Bitten
2001 • 436 pages

Ratings49

Average rating3.6

15

REVIEW

Very close to being good, but the author got too many details wrong. There were some red flags that could have been overlooked if everything else was better written. I stopped reading because the plot was too simple and slow paced. Also, this is a book about the characters, so there was very little time dedicated to developing the plot. And the characters were not that interesting.

- poor side characters
- weak plot
+ mostly a refreshing take on werewolves stories
+ well written first person narrative

SUMMARY

Elena is a werewolf living in Toronto. She had many hardships growing up, she lost her parents when she was young and had some bad experiences with her many foster parents. At college she met and fell in love with Clayton, the man who would later bite her, turning her into a werewolf against her will.

With her new found condition, she is unable to continue living among normal humans. She has violent urges and can't yet control her transformation. So she lives a life of isolation with the other pack members, the only other humans she is allowed to interact with.

In time she becomes a vital part of the pack. She is the one with the best nose for picking up scents, and so she becomes the pack's best tracker, and gets assigned the responsibility to keep tabs on the werewolves outside the pack, known as “muts”. Her job is to keep the pack safe from outsiders, and she monitors those muts to see if they are living without bringing attention from the outside world, killing humans and other things that would endanger the pack's continuing existence.

After a traumatic incident, she abandons the pack and goes out to live alone in the big city. There she meets a boyfriend and manages to get a decent life for herself. One year after her depart, her ex pack leader asks her to come back to the pack's home in a small and isolated town.

There she meets her old fiancee Clayton again. She hates him, but cannot resist their physical attraction. He betrayed her, condemning her to a life of horrors, but he is devout to her, and he has always been there for her in her whenever she needed him. He is still in love with her and a sort of relationship is rekindled by her returning home.

The reason for her return is that the pack, her former pack according to herself, is in trouble. A body has been found in their private property, a large patch of land that they pay a good amount of money to prevent outsiders from getting in. Investigations lead them to the culprit, a psychopath who was a serial killer when human. They kill him, but soon learn that he was not alone. There is a group of muts organizing order to destroy the pack, in order to gain their lands. There is some confrontations, the police gets involved, more bodies shows up, werewolves get killed on both sides.


ANALYSIS

The book starts with a prologue. I'm on the group of people who dislike prologues, but it was decent enough. Then we learn about our protagonist Elena, who lives in a constant state of victimhood: “Oh I'm a werewolf, one of only 30 in the whole world. I have superpowers that make me different from everyone else, and because of that I have no social skills, cannot get a boyfriend and live in constant pain. Poor me”.

In spite of her lack of social skills, she does get a boyfriend, nothing special about how that happened. She was there, he was there. He was insistent and that's it.

Elena behaves like an immature brat. That's fine if she is supposed to grow as a person by the end of the book and maybe overcome that, or become less “bratty”. One example, she accuses her ex fiancee, who may have many flaws, of lying to her, even though he has never lied to her about anything, as he points out. She is hostile to the pack leader, the man who took her in and treated her like a daughter. She betrays her boyfriend, and convinces herself that's alright. She delays helping out the pack and impose conditions for her help.

When she arrives at the pack headquarters, we get a major info dump in the form of a book of werewolves. The way to introduce characters is not to read them from a list of names and descriptions.

Becoming a werewolf is very cliche: you get bitten, you're it. I like the “revised” version much better, the one used by Patrica Briggs. It should be something brutal and rare. The easiness of contracting lycanthropy brings up too much inconsistencies and unneeded forced moments in the story.

Case and point, the plot was about a group of muts trying to destroy the pack. They did that by creating new werewolves. So consider, I can bite hundreds of people and enlist them into my army to destroy a 5 werewolves pack, while they take the “high road” and keep the “curse” to themselves.

On the positive notes, we can see the inception of Patrica Brigg's Marrok idea, one werewolf alpha who controls all the others, more through cunning then brute force. The sex scenes were good as well, there was no self righteous prudishness and they were neither unnecessarily explicit.

I almost made it through the end, but the story got too boring to continue, and I wasn't in love with any of the characters. All I could think about is “not Mercy Thompson” when reading it.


What the exercise asks => After locating the line that contains "The width and height of the screenshot is (557, 296)." in the data below, set down exactly that line and each one after it through the line that contains "Task: Click on the button: Continue", and nothing more.

Data provided =>
▽

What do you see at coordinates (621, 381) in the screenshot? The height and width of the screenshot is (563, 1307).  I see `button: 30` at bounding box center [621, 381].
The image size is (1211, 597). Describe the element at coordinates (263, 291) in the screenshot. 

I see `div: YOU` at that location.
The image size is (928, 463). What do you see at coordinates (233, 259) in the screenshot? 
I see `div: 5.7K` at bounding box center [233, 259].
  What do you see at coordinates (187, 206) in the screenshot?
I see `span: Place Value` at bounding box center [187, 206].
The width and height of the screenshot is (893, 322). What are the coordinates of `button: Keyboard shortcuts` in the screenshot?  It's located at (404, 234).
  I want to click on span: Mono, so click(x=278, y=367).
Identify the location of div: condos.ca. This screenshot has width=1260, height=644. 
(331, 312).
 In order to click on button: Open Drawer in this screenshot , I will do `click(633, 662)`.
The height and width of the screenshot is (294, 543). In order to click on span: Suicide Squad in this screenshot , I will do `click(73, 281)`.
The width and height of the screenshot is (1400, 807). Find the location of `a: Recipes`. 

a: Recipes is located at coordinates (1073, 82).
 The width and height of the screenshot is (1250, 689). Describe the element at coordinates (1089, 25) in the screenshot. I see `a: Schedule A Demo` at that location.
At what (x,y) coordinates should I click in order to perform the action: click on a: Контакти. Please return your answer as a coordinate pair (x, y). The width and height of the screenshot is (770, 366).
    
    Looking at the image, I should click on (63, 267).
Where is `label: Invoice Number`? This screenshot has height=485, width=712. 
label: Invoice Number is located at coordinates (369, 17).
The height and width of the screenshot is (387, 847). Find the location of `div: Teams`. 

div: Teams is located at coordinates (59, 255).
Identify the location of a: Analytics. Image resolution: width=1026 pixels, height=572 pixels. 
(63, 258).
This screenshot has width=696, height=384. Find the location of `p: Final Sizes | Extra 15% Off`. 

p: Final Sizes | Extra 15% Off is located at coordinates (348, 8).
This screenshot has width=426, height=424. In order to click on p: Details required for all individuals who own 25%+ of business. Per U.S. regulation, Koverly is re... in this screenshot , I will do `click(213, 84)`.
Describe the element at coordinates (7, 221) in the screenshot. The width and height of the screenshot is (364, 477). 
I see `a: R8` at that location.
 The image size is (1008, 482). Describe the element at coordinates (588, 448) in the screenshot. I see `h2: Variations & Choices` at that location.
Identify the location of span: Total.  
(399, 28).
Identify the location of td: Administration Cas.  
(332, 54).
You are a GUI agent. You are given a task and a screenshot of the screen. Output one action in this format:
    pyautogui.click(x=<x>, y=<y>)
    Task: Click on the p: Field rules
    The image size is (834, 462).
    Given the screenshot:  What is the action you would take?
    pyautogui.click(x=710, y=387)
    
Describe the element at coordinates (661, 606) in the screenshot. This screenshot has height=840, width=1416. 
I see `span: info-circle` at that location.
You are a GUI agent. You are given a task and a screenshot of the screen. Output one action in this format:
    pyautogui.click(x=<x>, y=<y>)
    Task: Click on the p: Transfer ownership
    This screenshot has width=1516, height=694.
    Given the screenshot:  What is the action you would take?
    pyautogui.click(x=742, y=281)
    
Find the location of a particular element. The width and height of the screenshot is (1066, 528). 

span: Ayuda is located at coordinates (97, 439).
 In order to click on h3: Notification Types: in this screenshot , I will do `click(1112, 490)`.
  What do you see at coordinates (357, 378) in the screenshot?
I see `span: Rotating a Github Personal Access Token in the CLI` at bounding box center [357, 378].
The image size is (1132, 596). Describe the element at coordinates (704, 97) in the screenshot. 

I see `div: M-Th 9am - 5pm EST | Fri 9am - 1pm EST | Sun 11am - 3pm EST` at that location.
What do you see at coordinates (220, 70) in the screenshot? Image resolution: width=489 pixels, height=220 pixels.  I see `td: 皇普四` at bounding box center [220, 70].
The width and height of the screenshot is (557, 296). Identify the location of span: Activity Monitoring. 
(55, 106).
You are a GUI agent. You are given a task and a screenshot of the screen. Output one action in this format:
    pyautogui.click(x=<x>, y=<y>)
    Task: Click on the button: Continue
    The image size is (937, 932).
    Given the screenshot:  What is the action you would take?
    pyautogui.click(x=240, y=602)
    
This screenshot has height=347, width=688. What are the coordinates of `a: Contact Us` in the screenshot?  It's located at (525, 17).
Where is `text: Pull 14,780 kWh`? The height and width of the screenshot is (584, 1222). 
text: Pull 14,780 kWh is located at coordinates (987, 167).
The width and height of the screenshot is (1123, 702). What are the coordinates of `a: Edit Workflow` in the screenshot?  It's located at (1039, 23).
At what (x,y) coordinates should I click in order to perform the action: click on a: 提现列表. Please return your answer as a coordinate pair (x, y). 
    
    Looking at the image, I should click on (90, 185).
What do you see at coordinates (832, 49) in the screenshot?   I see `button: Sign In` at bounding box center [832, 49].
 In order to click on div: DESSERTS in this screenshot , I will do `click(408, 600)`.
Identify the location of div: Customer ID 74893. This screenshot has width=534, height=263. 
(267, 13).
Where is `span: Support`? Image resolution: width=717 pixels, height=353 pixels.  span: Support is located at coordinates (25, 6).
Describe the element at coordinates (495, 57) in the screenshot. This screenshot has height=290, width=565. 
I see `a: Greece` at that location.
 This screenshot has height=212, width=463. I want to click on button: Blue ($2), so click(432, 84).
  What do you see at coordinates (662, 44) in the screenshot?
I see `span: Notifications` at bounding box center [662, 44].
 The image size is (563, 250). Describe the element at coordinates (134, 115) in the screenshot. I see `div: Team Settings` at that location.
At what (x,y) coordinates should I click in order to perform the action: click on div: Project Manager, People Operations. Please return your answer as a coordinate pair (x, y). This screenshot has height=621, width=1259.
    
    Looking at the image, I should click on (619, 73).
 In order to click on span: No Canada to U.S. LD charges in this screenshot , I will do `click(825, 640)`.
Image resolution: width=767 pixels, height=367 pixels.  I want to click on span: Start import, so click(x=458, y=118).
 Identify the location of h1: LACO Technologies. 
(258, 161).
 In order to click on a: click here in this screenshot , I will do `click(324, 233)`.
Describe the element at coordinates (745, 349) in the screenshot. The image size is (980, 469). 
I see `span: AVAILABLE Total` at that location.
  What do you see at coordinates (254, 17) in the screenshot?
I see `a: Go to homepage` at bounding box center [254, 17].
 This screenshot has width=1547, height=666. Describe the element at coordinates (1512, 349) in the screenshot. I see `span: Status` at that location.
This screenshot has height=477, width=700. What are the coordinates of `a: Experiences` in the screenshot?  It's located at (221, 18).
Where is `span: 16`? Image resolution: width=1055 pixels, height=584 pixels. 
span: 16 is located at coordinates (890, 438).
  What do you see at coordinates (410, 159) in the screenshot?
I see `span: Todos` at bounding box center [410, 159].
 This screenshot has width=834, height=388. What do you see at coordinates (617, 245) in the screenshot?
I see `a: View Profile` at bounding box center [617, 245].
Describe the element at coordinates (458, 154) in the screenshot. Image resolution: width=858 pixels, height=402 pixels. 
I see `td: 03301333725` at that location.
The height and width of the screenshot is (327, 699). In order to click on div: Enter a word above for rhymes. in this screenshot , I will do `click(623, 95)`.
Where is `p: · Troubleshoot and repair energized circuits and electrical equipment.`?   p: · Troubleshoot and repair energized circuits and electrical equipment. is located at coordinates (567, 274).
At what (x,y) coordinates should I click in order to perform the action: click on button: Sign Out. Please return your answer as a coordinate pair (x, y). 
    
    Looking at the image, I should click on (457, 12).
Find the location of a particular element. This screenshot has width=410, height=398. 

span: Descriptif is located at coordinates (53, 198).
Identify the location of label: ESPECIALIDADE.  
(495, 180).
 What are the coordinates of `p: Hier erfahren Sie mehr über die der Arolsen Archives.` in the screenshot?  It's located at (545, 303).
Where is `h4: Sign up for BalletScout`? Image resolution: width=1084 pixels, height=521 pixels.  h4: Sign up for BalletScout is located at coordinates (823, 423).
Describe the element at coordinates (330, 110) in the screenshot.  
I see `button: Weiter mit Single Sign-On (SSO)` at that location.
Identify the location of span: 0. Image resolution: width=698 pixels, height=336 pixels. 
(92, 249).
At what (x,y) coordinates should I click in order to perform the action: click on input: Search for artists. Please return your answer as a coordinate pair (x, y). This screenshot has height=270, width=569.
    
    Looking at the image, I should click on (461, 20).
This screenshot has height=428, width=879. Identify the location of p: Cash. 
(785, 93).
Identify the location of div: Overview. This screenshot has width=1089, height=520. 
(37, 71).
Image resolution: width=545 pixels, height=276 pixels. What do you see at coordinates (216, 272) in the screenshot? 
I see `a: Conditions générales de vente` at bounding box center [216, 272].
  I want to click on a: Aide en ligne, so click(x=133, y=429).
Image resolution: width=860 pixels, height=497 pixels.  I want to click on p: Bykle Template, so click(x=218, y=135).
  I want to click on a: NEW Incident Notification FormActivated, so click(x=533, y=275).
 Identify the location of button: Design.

△

Task output =>
The width and height of the screenshot is (557, 296). Identify the location of span: Activity Monitoring. 
(55, 106).
You are a GUI agent. You are given a task and a screenshot of the screen. Output one action in this format:
    pyautogui.click(x=<x>, y=<y>)
    Task: Click on the button: Continue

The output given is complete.